Cand.philol. Juliet Hilary Munden

This study explores how students at two institutions of teacher education, one in Norway and one in Eritrea, make sense of literature.

How students in Eritrea and Norway make sense of literature.

This study explores how students at two institutions of teacher education, one in Norway and one in Eritrea, make sense of literature. The underlying assumption is that culture, especially how national identity is constructed, maintained and challenged, influences the discoursal positions and interpretive strategies available to readers. The students’ responses are analysed in the light of their national cultures and the social, educational and institutional contexts that they share.
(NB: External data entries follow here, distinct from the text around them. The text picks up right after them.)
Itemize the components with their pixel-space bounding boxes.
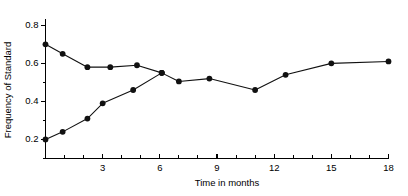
x-axis-ticks (65, 154, 389, 159)
chart-figure: 0.20.40.60.8 369121518 Time in months Fr… (0, 0, 408, 196)
data-point-marker (100, 100, 106, 106)
y-tick-label: 0.4 (25, 95, 38, 106)
x-tick-label: 15 (326, 162, 337, 173)
y-axis-tick-labels: 0.20.40.60.8 (25, 19, 38, 144)
data-point-marker (130, 87, 136, 93)
data-point-marker (134, 62, 140, 68)
data-point-marker (159, 70, 165, 76)
series-path (46, 44, 162, 73)
x-axis-title: Time in months (195, 177, 260, 188)
data-point-marker (43, 41, 49, 47)
data-series-group (43, 41, 392, 142)
data-point-marker (85, 64, 91, 70)
x-tick-label: 18 (383, 162, 394, 173)
data-point-marker (328, 60, 334, 66)
frequency-of-standard-line-chart: 0.20.40.60.8 369121518 Time in months Fr… (0, 0, 408, 196)
series-merged-trend (159, 59, 392, 93)
axes-group (46, 19, 389, 159)
series-upper-branch (43, 41, 165, 75)
x-tick-label: 6 (157, 162, 162, 173)
data-point-marker (60, 51, 66, 57)
x-tick-label: 9 (214, 162, 219, 173)
data-point-marker (43, 137, 49, 143)
y-tick-label: 0.8 (25, 19, 38, 30)
data-point-marker (283, 72, 289, 78)
x-tick-label: 3 (100, 162, 105, 173)
x-tick-label: 12 (269, 162, 280, 173)
data-point-marker (206, 76, 212, 82)
series-lower-branch (43, 70, 165, 142)
y-tick-label: 0.6 (25, 57, 38, 68)
data-point-marker (60, 129, 66, 135)
data-point-marker (386, 59, 392, 65)
y-axis-title: Frequency of Standard (2, 42, 13, 139)
series-path (162, 61, 389, 90)
x-axis-tick-labels: 369121518 (100, 162, 394, 173)
y-tick-label: 0.2 (25, 133, 38, 144)
data-point-marker (252, 87, 258, 93)
data-point-marker (107, 64, 113, 70)
data-point-marker (176, 79, 182, 85)
data-point-marker (85, 116, 91, 122)
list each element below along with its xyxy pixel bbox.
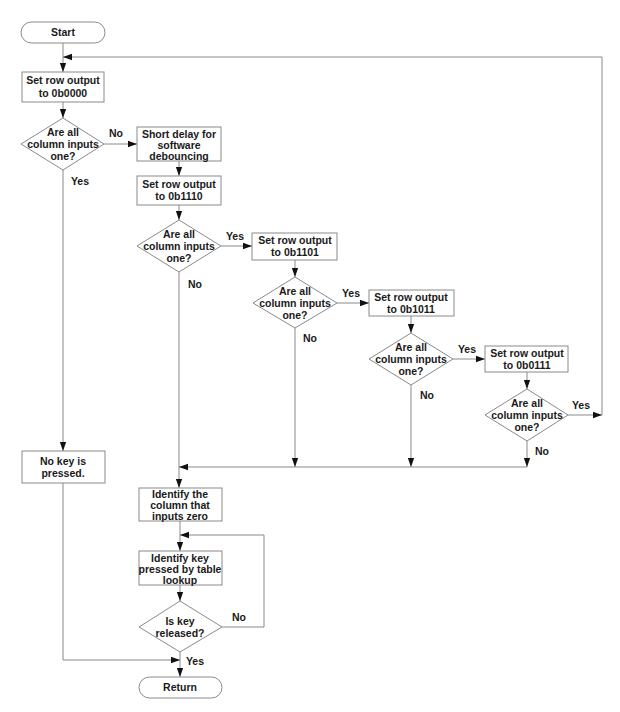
node-text-line: Set row output xyxy=(374,291,448,303)
node-text-line: Is key xyxy=(165,615,194,627)
node-text-line: to 0b1101 xyxy=(271,246,319,258)
process-identify-column: Identify the column that inputs zero xyxy=(139,488,222,522)
label-check2-no: No xyxy=(303,332,317,344)
node-text-line: to 0b1011 xyxy=(387,303,435,315)
label-check0-no: No xyxy=(109,127,123,139)
start-label: Start xyxy=(51,26,75,38)
node-text-line: Are all xyxy=(47,126,79,138)
label-check3-no: No xyxy=(420,389,434,401)
process-set-row-0b1110: Set row output to 0b1110 xyxy=(137,176,221,205)
process-debounce-delay: Short delay for software debouncing xyxy=(137,127,221,162)
return-label: Return xyxy=(163,681,197,693)
flowchart-canvas: Start Set row output to 0b0000 Are all c… xyxy=(0,0,620,712)
node-text-line: column inputs xyxy=(259,297,331,309)
node-text-line: inputs zero xyxy=(152,510,208,522)
node-text-line: pressed. xyxy=(41,467,84,479)
process-set-row-0b0111: Set row output to 0b0111 xyxy=(485,346,568,372)
label-check2-yes: Yes xyxy=(342,287,360,299)
start-terminal: Start xyxy=(21,22,105,43)
node-text-line: one? xyxy=(166,252,191,264)
process-set-row-0b1011: Set row output to 0b1011 xyxy=(369,290,454,316)
decision-all-columns-one-0: Are all column inputs one? xyxy=(21,118,104,170)
node-text-line: one? xyxy=(398,365,423,377)
node-text-line: debouncing xyxy=(149,150,209,162)
label-released-no: No xyxy=(232,611,246,623)
node-text-line: Are all xyxy=(279,285,311,297)
node-text-line: column inputs xyxy=(27,138,99,150)
node-text-line: Set row output xyxy=(258,234,332,246)
label-check3-yes: Yes xyxy=(458,343,476,355)
label-check1-yes: Yes xyxy=(226,230,244,242)
decision-all-columns-one-2: Are all column inputs one? xyxy=(253,277,337,328)
node-text-line: No key is xyxy=(40,455,86,467)
process-identify-key: Identify key pressed by table lookup xyxy=(139,551,222,586)
node-text-line: Set row output xyxy=(26,74,100,86)
node-text-line: one? xyxy=(50,150,75,162)
node-text-line: Set row output xyxy=(490,347,564,359)
node-text-line: lookup xyxy=(163,574,197,586)
node-text-line: Are all xyxy=(511,397,543,409)
label-check4-no: No xyxy=(535,445,549,457)
node-text-line: to 0b0000 xyxy=(39,87,88,99)
process-set-row-0b1101: Set row output to 0b1101 xyxy=(252,233,337,260)
node-text-line: column inputs xyxy=(143,240,215,252)
node-text-line: released? xyxy=(155,627,204,639)
node-text-line: one? xyxy=(282,309,307,321)
decision-key-released: Is key released? xyxy=(139,601,222,652)
label-released-yes: Yes xyxy=(186,655,204,667)
decision-all-columns-one-1: Are all column inputs one? xyxy=(137,220,221,272)
node-text-line: Are all xyxy=(395,341,427,353)
return-terminal: Return xyxy=(139,677,222,698)
node-text-line: one? xyxy=(514,421,539,433)
decision-all-columns-one-4: Are all column inputs one? xyxy=(485,389,568,441)
process-no-key-pressed: No key is pressed. xyxy=(22,451,105,483)
process-set-row-0b0000: Set row output to 0b0000 xyxy=(22,72,104,102)
decision-all-columns-one-3: Are all column inputs one? xyxy=(369,333,453,385)
label-check4-yes: Yes xyxy=(572,399,590,411)
node-text-line: Set row output xyxy=(142,178,216,190)
node-text-line: Are all xyxy=(163,228,195,240)
node-text-line: column inputs xyxy=(491,409,563,421)
label-check1-no: No xyxy=(188,278,202,290)
label-check0-yes: Yes xyxy=(71,175,89,187)
node-text-line: column inputs xyxy=(375,353,447,365)
node-text-line: to 0b0111 xyxy=(503,359,550,371)
node-text-line: to 0b1110 xyxy=(155,190,202,202)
The bulk of the research material is provided by twelve Eritrean and ten Norwegian students of English, who wrote about three Eritrean literary texts: a fable, a short prose narrative and a play. They also answered a questionnaire about their experience and expectations of literature. To contextualise the literary texts, I review the political and aesthetic space of literature in Eritrea, and provide an overview of Eritrean literature in English.

Both groups of students reported finding fiction useful for what they could learn, and the pleasure it gave them. Unlike the Norwegian students, the students in Eritrea looked to literature first and foremost with the expectation that it should contribute to upholding a better society and their own moral integrity. The students in Eritrea were confident about finding the meaning of the texts they read, using strategies apparently developed in earlier encounters with oral literature. The students in Norway were more likely to point out the individuality of their responses, acknowledging the possibility of there being other ways of understanding. The two groups responded most differently to the nationalist play The Other War. The students in Eritrea consistently reproduced a national narrative template whereas the preferred interpretive strategy of the students in Norway was to offer an understanding in terms of the characters’ interaction, emotions and earlier experiences.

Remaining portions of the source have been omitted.